Kazan
by
James Oliver Curwood

Part 4 out of 4




"Yes."

Sandy lighted his pipe, and spoke like one strangely curious.

"Must cost a heap to take these trips o' yourn, don't it?"

"My last cost about seven thousand dollars. This will cost five," said
McGill.

"Gawd!" breathed Sandy. "An' you carry all that along with you! Ain't
you afraid--something might happen--?"

The little professor was looking the other way now. The carelessness in
his face and manner changed. His blue eyes grew a shade darker. A hard
smile which Sandy did not see hovered about his lips for an instant.
Then he turned, laughing.

"I'm a very light sleeper," he said. "A footstep at night rouses me.
Even a man's breathing awakes me, when I make up my mind that I must be
on my guard. And, besides"--he drew from his pocket a blue-steeled
Savage automatic--"I know how to use _this_." He pointed to a knot in
the wall of the cabin. "Observe," he said. Five times he fired at twenty
paces, and when Sandy went up to look at the knot he gave a gasp. There
was one jagged hole where the knot had been.

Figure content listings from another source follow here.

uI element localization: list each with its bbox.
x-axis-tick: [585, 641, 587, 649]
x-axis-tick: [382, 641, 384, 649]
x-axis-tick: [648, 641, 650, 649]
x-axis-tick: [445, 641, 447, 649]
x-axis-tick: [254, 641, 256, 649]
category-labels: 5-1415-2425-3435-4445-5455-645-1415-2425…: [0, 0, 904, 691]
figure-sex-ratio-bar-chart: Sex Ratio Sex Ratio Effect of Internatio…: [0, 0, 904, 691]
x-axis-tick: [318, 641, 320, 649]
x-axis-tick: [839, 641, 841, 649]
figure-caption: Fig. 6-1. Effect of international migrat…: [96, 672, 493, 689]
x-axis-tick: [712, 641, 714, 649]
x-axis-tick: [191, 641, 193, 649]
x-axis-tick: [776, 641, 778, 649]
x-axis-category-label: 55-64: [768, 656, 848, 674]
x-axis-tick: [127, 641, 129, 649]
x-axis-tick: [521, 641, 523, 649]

"Pretty good," he grinned. "Most men couldn't do better'n that with a
rifle."

When Sandy left, McGill followed him with a suspicious gleam in his
eyes, and a curious smile on his lips. Then he turned to Kazan.

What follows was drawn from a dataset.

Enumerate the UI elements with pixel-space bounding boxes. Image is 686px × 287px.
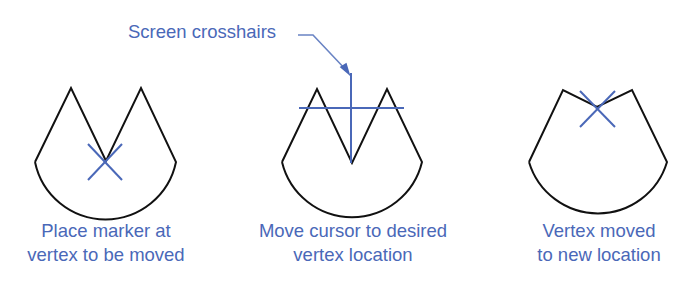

"Guess you've got him figgered out about right, old man," he laughed
softly. "I don't blame you very much for wanting to get him by the
throat. Perhaps--"

He shoved his hands deep in his pockets, and went into the cabin. Kazan
dropped his head between his forepaws, and lay still, with wide-open
eyes. It was late afternoon, early in September, and each night brought
now the first chill breaths of autumn. Kazan watched the last glow of
the sun as it faded out of the southern skies. Darkness always followed
swiftly after that, and with darkness came more fiercely his wild
longing for freedom. Night after night he had gnawed at his steel chain.
Night after night he had watched the stars, and the moon, and had
listened for Gray Wolf's call, while the big Dane lay sleeping. To-night
it was colder than usual, and the keen tang of the wind that came fresh
from the west stirred him strangely. It set his blood afire with what
the Indians call the Frost Hunger. Lethargic summer was gone and the
days and nights of hunting were at hand. He wanted to leap out into
freedom and run until he was exhausted, with Gray Wolf at his side. He
knew that Gray Wolf was off there--where the stars hung low in the clear
sky, and that she was waiting. He strained at the end of his chain, and
whined. All that night he was restless--more restless than he had been
at any time before. Once, in the far distance, he heard a cry that he
thought was the cry of Gray Wolf, and his answer roused McGill from deep
sleep. It was dawn, and the little professor dressed himself and came
out of the cabin. With satisfaction he noted the exhilarating snap in
the air. He wet his fingers and held them above his head, chuckling when
he found the wind had swung into the north. He went to Kazan, and talked
to him. Among other things he said, "This'll put the black flies to
sleep, Kazan. A day or two more of it and we'll start."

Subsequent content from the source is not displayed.